Thursday 3 February 2022

Good riddance and thanks for nothing, ol' Dick Ed


So the day is finally here: a day nine years in the making when Edward Gareth Woodward is no longer an employee of Manchester United Football Club.
His reign of terror has lasted 18 months shy of a decade at Old Trafford and has been an unmitigated catastrophe on almost every conceivable level. 

For your average fan, on pitch success is the single most important metric, it's what you're measured on, judged by and dine out upon. One FA Cup, a League Cup and a Europa League is a miserable return by anyone's standards, never mind one of United's size and stature. All this despite an eye-popping outlay of £1.3bn, second only to mega-rich, state owned Manchester City who have dominated English football. Ultimately, he will be judged by a string of errors which brought one of the world's most iconic sporting institutions to its knees. The Reds are on the cusp of their longest barren streak for almost 40 (!) years. The banner above Burnley's Turf Moor in 2018 had it about right: specialist in failure indeed. 

The club have been nowhere near challenging for the title and have made the Champions League knockouts only twice in the last eight years on this man's watch. Four managers have come and gone on Woodward's watch, with a fifth - Ralf Rangnick - holding the fort in the interim until summer. From day one, Woodward has made a catalogue of errors - from acquiring Marouane Fellaini for £5m more than his buyout clause, to the lack of expenditure which led to the long and painful goodbye of one of the most successful managers of his generation - despite giving Jose Mourinho a new contract only five months hence. Whether you think those men were 'up to' the job or not, the high turnover of managers in a relatively short space of time will ultimately leave a black mark against the name and reputation of our ertswhile and ill-fated CEO. 

Woodward was a commercial guy, a money man, and was undoubtedly very good at it. Of course, that's exactly why the Glazer family rated him so highly. But United are such a huge financial behemoth, they're always going to bring in the pound signs. You don't need to be a genius to be able to significantly swell the club coffers. 
A man with no knowledge of football or experience in presiding over the fortunes of a football club called all the shots and made all the major decisions in the corridor of power. Often in lieu of those who did have said knowledge and nous. He quite simply never got to grips with the most important aspect of the club (the clue's in the name), but whether football success was ever a priority for Woodward and his merry band of minions is questionable. Perhaps his most heinous crime said it all, quite literally: "Manchester United don't to need to perform on the pitch to be successful."  

When United's then-manager Mourinho approached his boss with a list of targets - transfers he believed would make us title winners - in the summer of 2018, Woodward, having offered the firebrand Portuguese a new deal, slammed the door shut. Slammed shut by a man who probably didn't even know who the names were. He vetoed his manager's wishes, we ended up with Fred, Diogo Dalot and a 50-year old Lee Grant and the dye was cast for Mourinho's acrimonious but inevitable exit. To add insult to injury, one of those targets - Harry Maguire - was signed anyway a year later but with Mourinho now gone.

This was not Woodward's Old Trafford nadir, but it tells a tale of the lack of logic, the absence of joined up thinking and the chronic dysfunctionality permeating through United from top to bottom during his nine year reign of terror. In the turbulent post-Ferguson years, Woodward's presence has been the one constant, the common denominator in an era which has seen us lurch from one disappointment to another - in the transfer market, behind the scenes and on the field. How many other football club CEOs would you recognise, or be able to name? They're supposed to be in the background, the boardroom, not at the forefront. 

Woodward was the brainchild of the short lived, toxic and ill-fated Super League - last year's vanity project which caused such uproar in the world of football. A matter of days after ol' Dick Ed and his power hungry minions got their greedy heads together in a money-grabbing bid to ruin the Beautiful Game forever, the whole thing came crashing down and sparked a seismic chain of events which led to Woodward's departure. His decision to leave was apparently unrelated to the ESL debacle but you have to wonder if it served as the final nail in the proverbial coffin. 

Whilst the appointment of Richard Arnold might yet prove akin to shuffling the deckchairs on the Titanic, surely he cannot be any worse than his predecessor? Arnold is expected to take more of a back seat and not be so heavily involved in the football decisions. He's admitted its not his forte and is happy to let the likes of Rangnick and Darren Fletcher do the work, so he's already one up on anything Woodward ever managed. That's probably best for a club once again at a crossroads, almost a decade since David Moyes and Woodward - as rookie manager and CEO - faced the same unknowns. 

The bar set by Woodward may be low, but Arnold knows the stakes have never been so high.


:: What needs to be done ::
Please output every record below exactly as written, leaving out any pictures.

:: Supplied entries ::
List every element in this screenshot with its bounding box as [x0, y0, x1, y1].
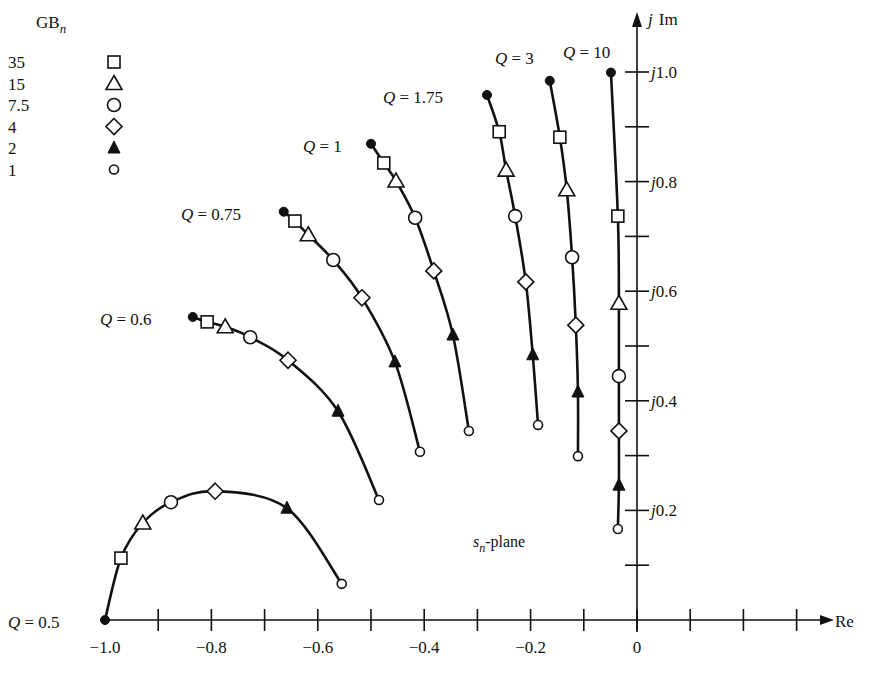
- y-axis-label: jIm: [646, 10, 678, 29]
- triangle-marker-icon: [559, 182, 575, 196]
- diamond-marker-icon: [354, 290, 370, 306]
- q-label: Q = 0.75: [181, 205, 241, 224]
- x-axis-arrow-icon: [820, 615, 834, 625]
- q-label: Q = 10: [563, 43, 610, 62]
- square-marker-icon: [554, 131, 566, 143]
- circle-marker-icon: [409, 211, 422, 224]
- q-label: Q = 0.6: [100, 310, 152, 329]
- axes: −1.0−0.8−0.6−0.4−0.20j1.0j0.8j0.6j0.4j0.…: [90, 12, 834, 657]
- x-axis-label: Re: [835, 612, 854, 631]
- legend-label: 1: [8, 161, 17, 180]
- small-circle-marker-icon: [415, 447, 424, 456]
- circle-marker-icon: [612, 370, 625, 383]
- small-circle-marker-icon: [573, 452, 582, 461]
- square-marker-icon: [115, 552, 127, 564]
- pole-locus-plot: −1.0−0.8−0.6−0.4−0.20j1.0j0.8j0.6j0.4j0.…: [0, 0, 878, 682]
- small-circle-marker-icon: [534, 420, 543, 429]
- square-marker-icon: [201, 316, 213, 328]
- small-circle-marker-icon: [374, 495, 383, 504]
- filled-triangle-marker-icon: [108, 141, 120, 153]
- q-label: Q = 1.75: [383, 88, 443, 107]
- small-circle-marker-icon: [110, 165, 119, 174]
- x-tick-label: −1.0: [90, 638, 121, 657]
- small-circle-marker-icon: [613, 525, 622, 534]
- diamond-marker-icon: [568, 317, 584, 333]
- circle-marker-icon: [566, 251, 579, 264]
- triangle-marker-icon: [388, 173, 404, 187]
- x-tick-label: −0.6: [302, 638, 333, 657]
- circle-marker-icon: [108, 99, 121, 112]
- ideal-pole-dot-icon: [367, 139, 376, 148]
- triangle-marker-icon: [498, 162, 514, 176]
- locus-curve: [284, 212, 420, 452]
- x-tick-label: −0.4: [409, 638, 440, 657]
- small-circle-marker-icon: [464, 426, 473, 435]
- filled-triangle-marker-icon: [613, 478, 625, 490]
- x-tick-label: −0.8: [196, 638, 227, 657]
- y-axis-arrow-icon: [632, 12, 642, 27]
- q-label: Q = 0.5: [8, 613, 60, 632]
- q-label: Q = 1: [303, 137, 342, 156]
- locus-curve: [487, 95, 538, 425]
- ideal-pole-dot-icon: [545, 76, 554, 85]
- filled-triangle-marker-icon: [447, 328, 459, 340]
- locus-curve: [105, 491, 342, 620]
- triangle-marker-icon: [106, 76, 122, 90]
- diamond-marker-icon: [426, 263, 442, 279]
- legend-label: 7.5: [8, 96, 29, 115]
- circle-marker-icon: [327, 253, 340, 266]
- filled-triangle-marker-icon: [572, 385, 584, 397]
- ideal-pole-dot-icon: [101, 616, 110, 625]
- circle-marker-icon: [164, 496, 177, 509]
- square-marker-icon: [493, 126, 505, 138]
- ideal-pole-dot-icon: [188, 312, 197, 321]
- locus-curve: [193, 317, 379, 500]
- ideal-pole-dot-icon: [482, 91, 491, 100]
- square-marker-icon: [378, 157, 390, 169]
- ideal-pole-dot-icon: [606, 68, 615, 77]
- x-tick-label: −0.2: [515, 638, 546, 657]
- legend-label: 2: [8, 139, 17, 158]
- chart-figure: −1.0−0.8−0.6−0.4−0.20j1.0j0.8j0.6j0.4j0.…: [0, 0, 878, 682]
- triangle-marker-icon: [611, 295, 627, 309]
- legend-label: 35: [8, 53, 25, 72]
- q-curves: [105, 73, 619, 620]
- diamond-marker-icon: [207, 483, 223, 499]
- y-tick-label: j0.2: [649, 501, 677, 520]
- legend: GBn 35157.5421: [8, 13, 122, 180]
- y-tick-label: j1.0: [649, 63, 677, 82]
- square-marker-icon: [612, 210, 624, 222]
- legend-title: GBn: [36, 13, 66, 36]
- data-markers: [101, 68, 627, 624]
- diamond-marker-icon: [611, 423, 627, 439]
- ideal-pole-dot-icon: [279, 207, 288, 216]
- plane-label: sn-plane: [473, 533, 525, 555]
- locus-curve: [371, 144, 469, 431]
- y-tick-label: j0.6: [649, 282, 677, 301]
- x-tick-label: 0: [633, 638, 642, 657]
- square-marker-icon: [108, 56, 120, 68]
- square-marker-icon: [289, 215, 301, 227]
- filled-triangle-marker-icon: [389, 355, 401, 367]
- y-tick-label: j0.8: [649, 173, 677, 192]
- circle-marker-icon: [244, 331, 257, 344]
- legend-label: 15: [8, 75, 25, 94]
- filled-triangle-marker-icon: [527, 348, 539, 360]
- diamond-marker-icon: [106, 119, 122, 135]
- q-label: Q = 3: [495, 49, 534, 68]
- circle-marker-icon: [509, 210, 522, 223]
- small-circle-marker-icon: [337, 579, 346, 588]
- y-tick-label: j0.4: [649, 392, 677, 411]
- diamond-marker-icon: [518, 274, 534, 290]
- filled-triangle-marker-icon: [281, 501, 293, 513]
- legend-label: 4: [8, 118, 17, 137]
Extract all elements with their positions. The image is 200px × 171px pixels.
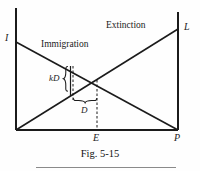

:: Output of the exercise ::
List every element in this screenshot with its bounding box as [x0, y0, x1, y1].
- y-axis-label: jIm: [646, 10, 678, 29]
- triangle-marker-icon: [559, 182, 575, 196]
- diamond-marker-icon: [354, 290, 370, 306]
- q-label: Q = 0.75: [181, 205, 241, 224]
- x-axis-arrow-icon: [820, 615, 834, 625]
- q-label: Q = 10: [563, 43, 610, 62]
- square-marker-icon: [554, 131, 566, 143]
- circle-marker-icon: [409, 211, 422, 224]
- q-label: Q = 0.6: [100, 310, 152, 329]
- axes: −1.0−0.8−0.6−0.4−0.20j1.0j0.8j0.6j0.4j0.…: [90, 12, 834, 657]
- x-axis-label: Re: [835, 612, 854, 631]
- legend-label: 1: [8, 161, 17, 180]
- small-circle-marker-icon: [415, 447, 424, 456]
- circle-marker-icon: [612, 370, 625, 383]
- small-circle-marker-icon: [573, 452, 582, 461]
- square-marker-icon: [115, 552, 127, 564]
- pole-locus-plot: −1.0−0.8−0.6−0.4−0.20j1.0j0.8j0.6j0.4j0.…: [0, 0, 878, 682]
- small-circle-marker-icon: [534, 420, 543, 429]
- square-marker-icon: [201, 316, 213, 328]
- small-circle-marker-icon: [374, 495, 383, 504]
- filled-triangle-marker-icon: [108, 141, 120, 153]
- q-label: Q = 1.75: [383, 88, 443, 107]
- small-circle-marker-icon: [110, 165, 119, 174]
- x-tick-label: −1.0: [90, 638, 121, 657]
- small-circle-marker-icon: [613, 525, 622, 534]
- diamond-marker-icon: [568, 317, 584, 333]
- circle-marker-icon: [566, 251, 579, 264]
- triangle-marker-icon: [388, 173, 404, 187]
- x-tick-label: −0.6: [302, 638, 333, 657]
- circle-marker-icon: [108, 99, 121, 112]
- ideal-pole-dot-icon: [367, 139, 376, 148]
- triangle-marker-icon: [498, 162, 514, 176]
- locus-curve: [284, 212, 420, 452]
- x-tick-label: −0.4: [409, 638, 440, 657]
- small-circle-marker-icon: [464, 426, 473, 435]
- filled-triangle-marker-icon: [613, 478, 625, 490]
- x-tick-label: −0.8: [196, 638, 227, 657]
- y-axis-arrow-icon: [632, 12, 642, 27]
- q-label: Q = 0.5: [8, 613, 60, 632]
- q-label: Q = 1: [303, 137, 342, 156]
- locus-curve: [487, 95, 538, 425]
- ideal-pole-dot-icon: [545, 76, 554, 85]
- filled-triangle-marker-icon: [447, 328, 459, 340]
- locus-curve: [105, 491, 342, 620]
- triangle-marker-icon: [106, 76, 122, 90]
- diamond-marker-icon: [426, 263, 442, 279]
- legend-label: 7.5: [8, 96, 29, 115]
- circle-marker-icon: [327, 253, 340, 266]
- filled-triangle-marker-icon: [572, 385, 584, 397]
- ideal-pole-dot-icon: [101, 616, 110, 625]
- circle-marker-icon: [164, 496, 177, 509]
- square-marker-icon: [493, 126, 505, 138]
- ideal-pole-dot-icon: [188, 312, 197, 321]
- locus-curve: [193, 317, 379, 500]
- ideal-pole-dot-icon: [482, 91, 491, 100]
- square-marker-icon: [378, 157, 390, 169]
- ideal-pole-dot-icon: [606, 68, 615, 77]
- x-tick-label: −0.2: [515, 638, 546, 657]
- legend-label: 2: [8, 139, 17, 158]
- chart-figure: −1.0−0.8−0.6−0.4−0.20j1.0j0.8j0.6j0.4j0.…: [0, 0, 878, 682]
- triangle-marker-icon: [611, 295, 627, 309]
- legend-label: 35: [8, 53, 25, 72]
- q-curves: [105, 73, 619, 620]
- diamond-marker-icon: [207, 483, 223, 499]
- y-tick-label: j0.2: [649, 501, 677, 520]
- legend: GBn 35157.5421: [8, 13, 122, 180]
- y-tick-label: j1.0: [649, 63, 677, 82]
- square-marker-icon: [612, 210, 624, 222]
- legend-title: GBn: [36, 13, 66, 36]
- data-markers: [101, 68, 627, 624]
- diamond-marker-icon: [611, 423, 627, 439]
- ideal-pole-dot-icon: [279, 207, 288, 216]
- plane-label: sn-plane: [473, 533, 525, 555]
- locus-curve: [371, 144, 469, 431]
- y-tick-label: j0.6: [649, 282, 677, 301]
- x-tick-label: 0: [633, 638, 642, 657]
- square-marker-icon: [108, 56, 120, 68]
- square-marker-icon: [289, 215, 301, 227]
- filled-triangle-marker-icon: [389, 355, 401, 367]
- y-tick-label: j0.8: [649, 173, 677, 192]
- circle-marker-icon: [244, 331, 257, 344]
- legend-label: 15: [8, 75, 25, 94]
- filled-triangle-marker-icon: [527, 348, 539, 360]
- diamond-marker-icon: [106, 119, 122, 135]
- q-label: Q = 3: [495, 49, 534, 68]
- circle-marker-icon: [509, 210, 522, 223]
- small-circle-marker-icon: [337, 579, 346, 588]
- y-tick-label: j0.4: [649, 392, 677, 411]
- diamond-marker-icon: [518, 274, 534, 290]
- filled-triangle-marker-icon: [281, 501, 293, 513]
- legend-label: 4: [8, 118, 17, 137]
Extract all elements with their positions. The image is 200px × 171px pixels.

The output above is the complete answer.